The survey reported that bad hires happen because many employers feel rushed to fill a vacancy, others didn’t know enough about the candidates and still more didn’t follow through with the back ground checks. Being rushed is a fact of business, if the position is critical you need to fill it fast. My bet is this isn’t the reason why a hire can turn bad, it is simply an explanation. Even if the hiring process has to be rushed, the employees hired don’t have to be bad. Learn about the candidate, do more than one interview, take the finalists to lunch, check out their LinkedIn profile, contact any connection you have in common. In short, do your homework; it can be quicker than you think.

So what does a bad hire cost? How does $25,000 to $50,000 (or more) sound? That’s the range most common in the CareerBuilder survey. The costs add up quick, lost training/retraining, lost time, lost productivity, damage to internal and external relationships and we haven’t even added in wages and benefits or lost opportunities yet. The trap I think many employers get themselves into is purely a dollars and cents equation, but they fail to put a value on the rest of the team. If you have a bad hire and you’re not doing anything about it, you risk losing a star employee – watch out.

What makes a bad hire bad? The characteristics most commonly cited were:

  1. Failure to produce quality work
  2. Failure to work well with others
  3. Negative attitudes
  4. Attendance problems
  5. Customer/client complaints
  6. Failure to meet deadlines

What strikes me about that list is that most of the characteristics are non-work product related. It says that many bad hires weren’t bad simply because the employee couldn’t do the work assigned (though that did top the list), it says that most often it was things like “not playing well with others” or negative attitude that was the problem. Chances are good you can train an employee for a specific skill set, but you sure can’t train someone to have a good attitude.

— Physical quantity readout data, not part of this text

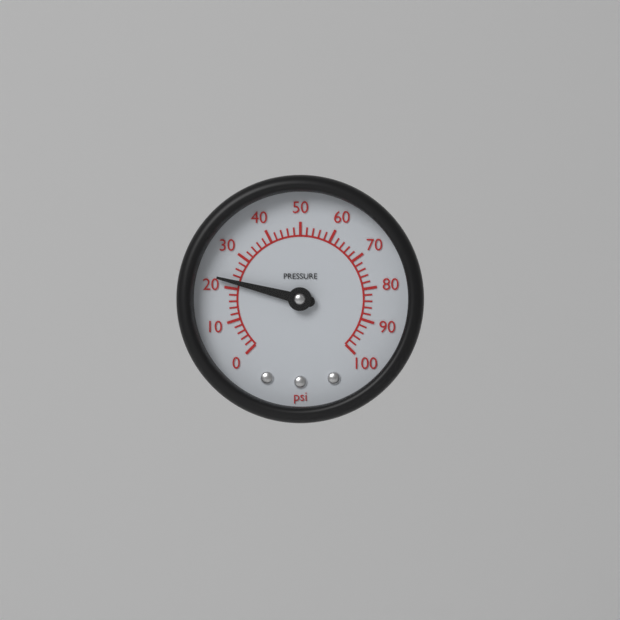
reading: 22 psi
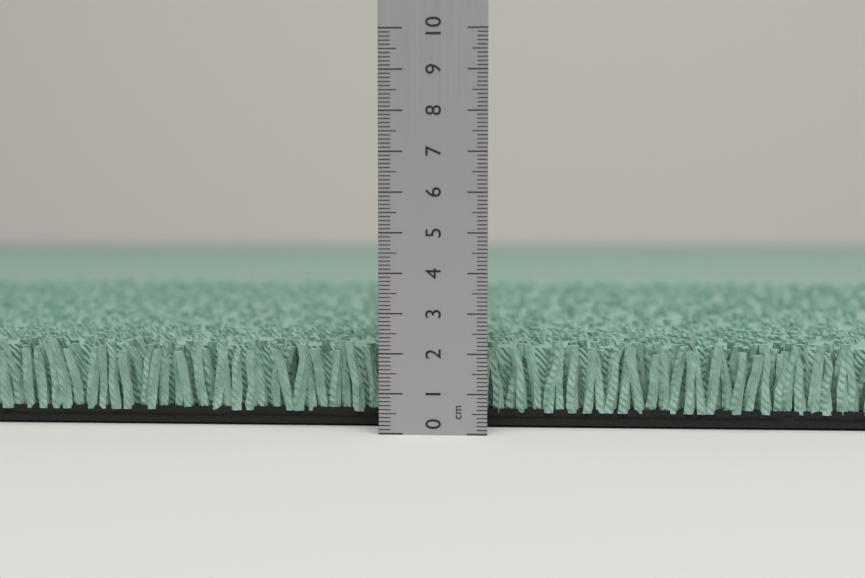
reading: 2.2 cm
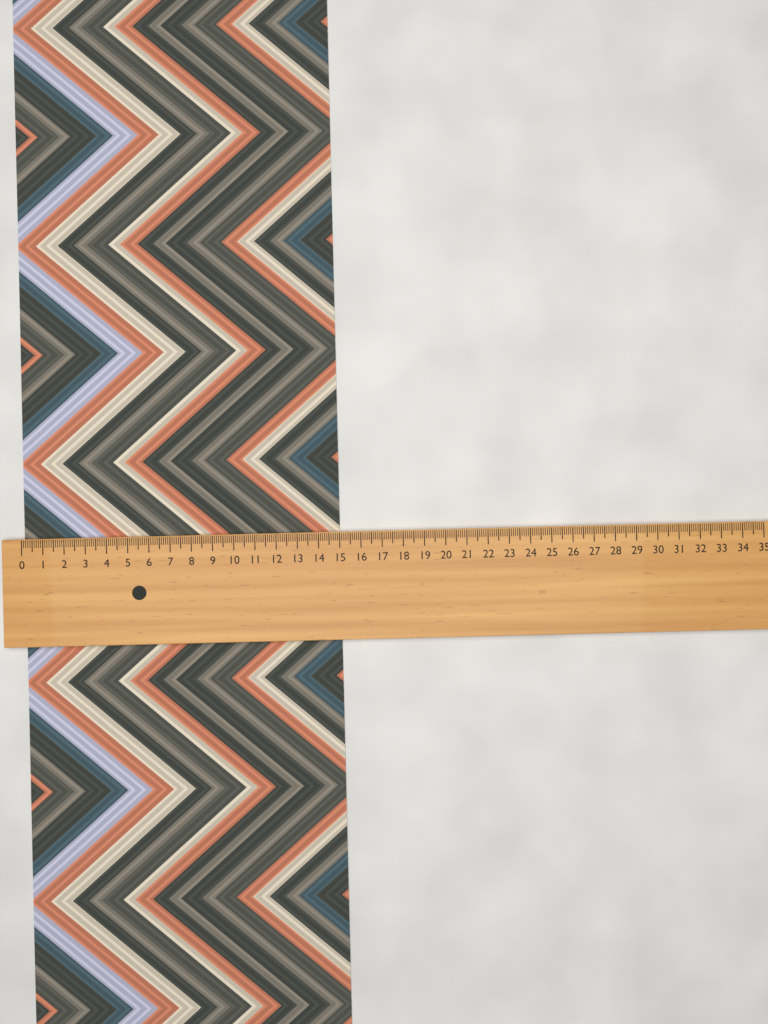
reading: 15.0 (no unit)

Having a recruiter can certainly help, but one that just opens their desk draw and passes you a handful of resumes without learning about you or your business’s culture is not going to provide you with an employee who will be a good fit. You’ve got to do your homework, make phone calls, get the candidate out of the formal interview environment and into a more social setting, and by all means, do a background check.

Yes, it can be hard work to find a good employee, but the joy of a good hire will last much longer than the memory of the hiring process. Good luck!